Just Asked whether he would describe his music as “Sound for the sake of sound,” James Tenney (1934–2006) replied, “It’s sound for the sake of perceptual insight—some kind of perceptual revelation.” This release aptly demonstrates Tenney’s deep exploratory fascination with the nature and potentialities of aural perception. His attraction to these topics was simultaneously intellectual and sensuous, and its musical products at once invite both sustained reflection and the most immediate of corporeal responses.

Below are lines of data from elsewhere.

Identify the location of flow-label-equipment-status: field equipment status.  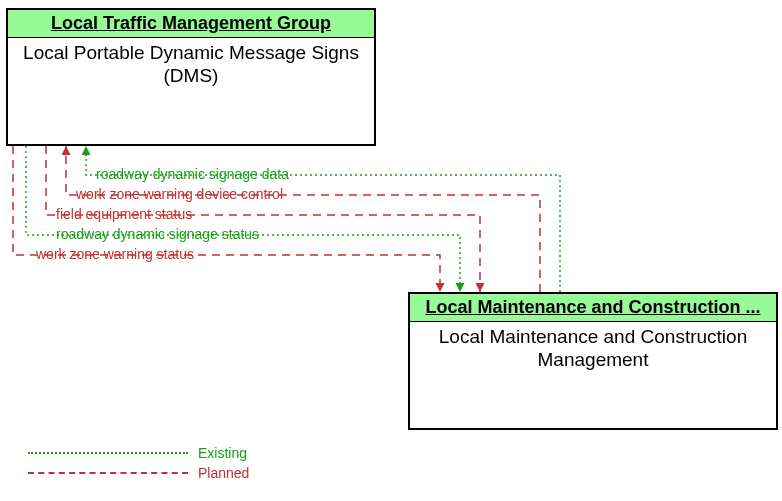
(124, 214).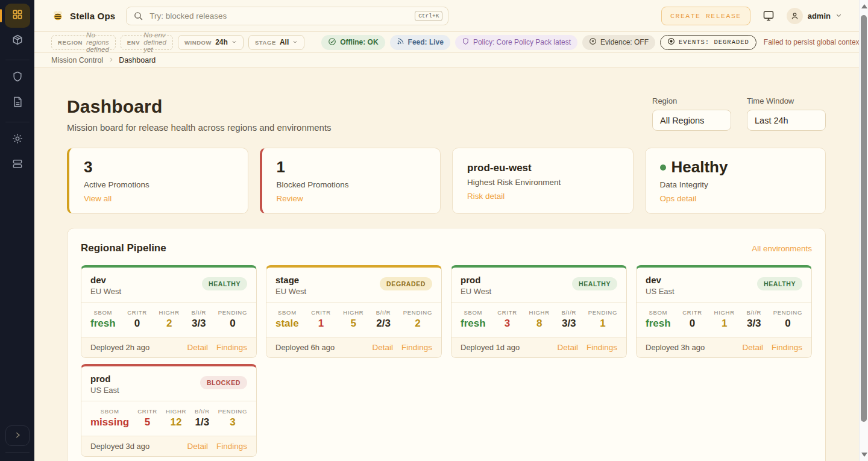 The height and width of the screenshot is (461, 868). Describe the element at coordinates (211, 42) in the screenshot. I see `window-chip: WINDOW 24h` at that location.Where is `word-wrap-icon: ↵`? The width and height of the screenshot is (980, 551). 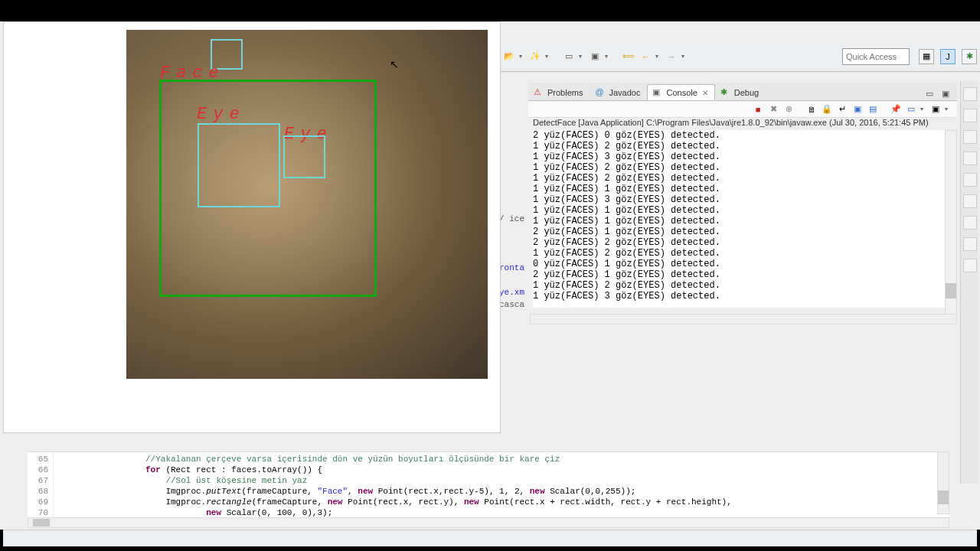 word-wrap-icon: ↵ is located at coordinates (842, 109).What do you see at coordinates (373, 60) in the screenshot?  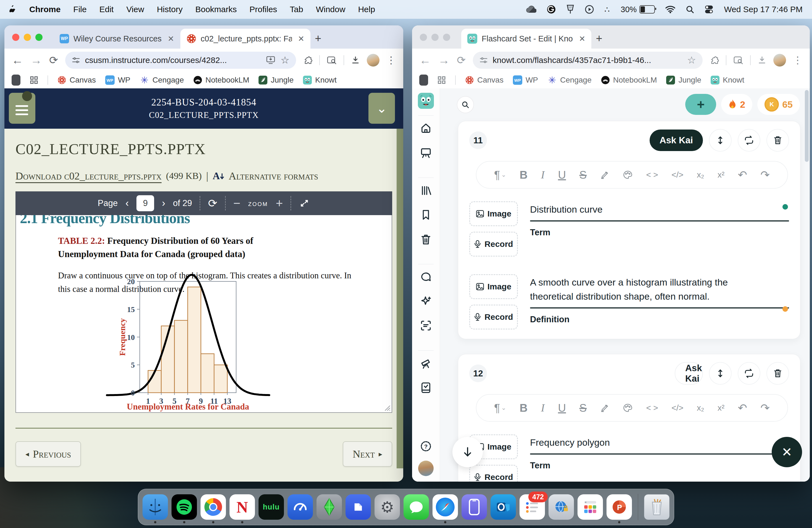 I see `profile-avatar` at bounding box center [373, 60].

A number of his works feature pitch collections that progressively approach or diverge from the structure of the harmonic series, or that gradually move between its “harmonically complex” or “dissonant” upper reaches and its “harmonically simple” or “consonant” lower regions. A paradigmatic example is provided by Harmonium #1 (1976). For 12 String (rising) (1971) represents an arrangement for strings of Tenney’s classic electroacoustic composition For Ann (rising) (1969), which predated his interest in harmony. It nonetheless shares with much of his subsequent music a ruthless simplification of form and structure that eschews narrative drama in order to highlight the subjective processes and perceptions of the listener.
The first movement of Two Koans and a Canon (1982) is entitled “First Koan (a gentler Beast)” and constitutes a variation upon Tenney’s earlier Beast (1971) for solo double bass. It is a study in acoustical beating, an alluring rhythmic pulsation audible between tones whose pitches are sufficiently close to each other. The “Second Koan” in turn recalls Tenney’s Koan (1971) for solo violin. It exhibits another of his radically reduced formal designs: a steady cross-string tremolo that gradually migrates upwards in register across the strings of the instrument. The brief final “Canon” is the most structurally complex of the movements. Alone of the three it employs a live tape-delay system.